Considering that the book does not actually focus on the Roberts Court until its last two chapters, its title seems ill-fitting. (True, there are snide Roberts references throughout.) In any case, the critique found in those last two chapters amounts to objections to specific rulings deemed insufficiently activist in the areas of criminal procedure, election law, affirmative action, religious liberties, antitrust, product liability, securities law, class actions, and arbitration.

Unwarily the author tars and feathers the Roberts Court even for its unanimous decisions, notwithstanding the presence on it of Justices Ginsburg, Breyer, Sotomayor, and Kagan. (He condemns even decisions where a Progressive member of the Court wrote for the majority, such as Long Island Care at Home, Ltd. v. Coke {2007}, whose opinion is by Justice Breyer.) More predictably, he excoriates Citizens United (2010) and District of Columbia v. Heller (2008). Inexplicably, he fails to mention Obergefell (2015) and glosses over the decisions upholding Obamacare.

Quite a ragged performance. Not only that, it is troubling to see a teacher of constitutional law dismiss the importance of the separation of powers and federalism, and—going beyond advocacy of a “living constitution”—question whether the words of the Constitution have any relevance at all.

“What is the source of our obligation to obey a two-century old text, let alone nothing but the text?” he asks. Textualism and originalism “are not enough to explain” why “‘original’ consent to the document by a portion of the population in 1788 binds us now.” He would have his reader turn elsewhere: “The legitimacy of the Constitution is better based on contemporary justice,” which he equates with the book’s none-too-well-delineated notion of “democracy.”

Trying to summarize what the Roberts Court has done wrong, he says: “One essential part of justice is self-government. Insofar as the Constitution creates a democratic government, it is a legitimate text.”  This nonsensical syllogism forms the basis of his belief that the Roberts Court is “unfit for democracy” and has misapplied the Constitution by sometimes ruling in favor of owners of businesses and the Second Amendment, and against racial preferences and criminal defendants.

The following convoluted passage comes close to summarizing, near as one can tell, his case:

A democratic constitution should be interpreted in a democratic way. Voting, civil, political, and equal rights flow directly from a democratic interpretation of the Constitution. The language is there. The actions of the government are at issue. We merely need to interpret it to protect the future of the American republic.

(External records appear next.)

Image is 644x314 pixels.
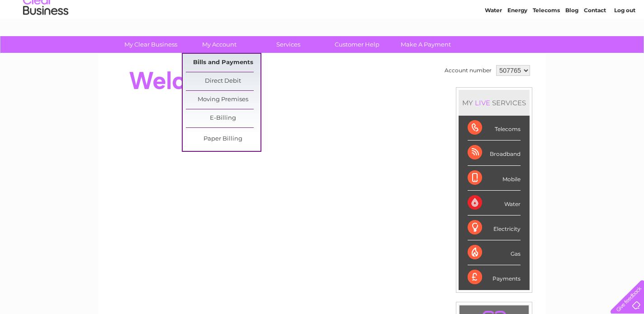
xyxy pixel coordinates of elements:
a: Services [251,36,326,53]
div: MY SERVICES [458,90,530,116]
div: Clear Business is a trading name of Verastar Limited (registered in [GEOGRAPHIC_DATA] No. 3667643... [109,5,536,44]
a: Contact [584,38,606,45]
div: Water [468,190,520,216]
div: LIVE [473,98,492,107]
div: Gas [468,240,520,265]
div: Electricity [468,216,520,240]
a: Energy [507,38,527,45]
a: 0333 014 3131 [473,5,536,16]
div: Mobile [468,166,520,190]
a: Blog [565,38,578,45]
div: Payments [468,265,520,289]
a: Log out [614,38,635,45]
td: Account number [442,63,494,78]
a: Direct Debit [186,72,260,90]
a: Bills and Payments [186,54,260,72]
a: Telecoms [533,38,560,45]
a: My Account [182,36,256,53]
a: Customer Help [320,36,395,53]
a: Moving Premises [186,90,260,109]
img: logo.png [22,24,69,51]
a: Make A Payment [388,36,463,53]
a: My Clear Business [114,36,188,53]
div: Broadband [468,140,520,165]
a: Water [484,38,502,45]
a: E-Billing [186,109,260,128]
div: Telecoms [468,116,520,140]
a: Paper Billing [186,130,260,148]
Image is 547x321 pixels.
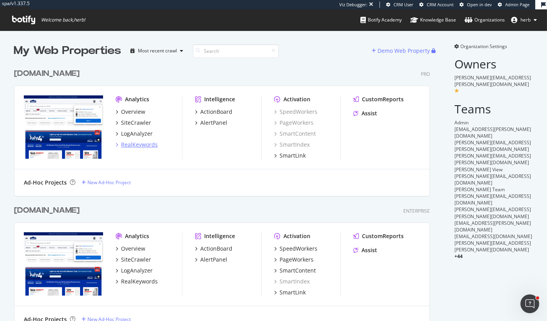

And that path has been cleared before.

If there remained any doubt as to what that preferred path is, the author ends by being a little less convoluted: “The approach defined in the 1938 Carolene Products footnote and elaborated over a half century from the Hughes Court through the early Burger Court.” Deviation from the famous footnote 4 “leaves us defenseless against the enemy within.” End of book.

Stripped of pseudo-academic jargon, the argument boils down to this: The Constitution should be interpreted to produce Progressive policy outcomes, using New Deal era Supreme Court doctrines, and to the extent that the Roberts Court has failed to do so, it has harmed democracy.

This is not reasoned analysis, or scholarship, but an ideological rant that eventually peters out in a hackneyed paean to Carolene Products footnote 4. What were the editors of New York University Press thinking?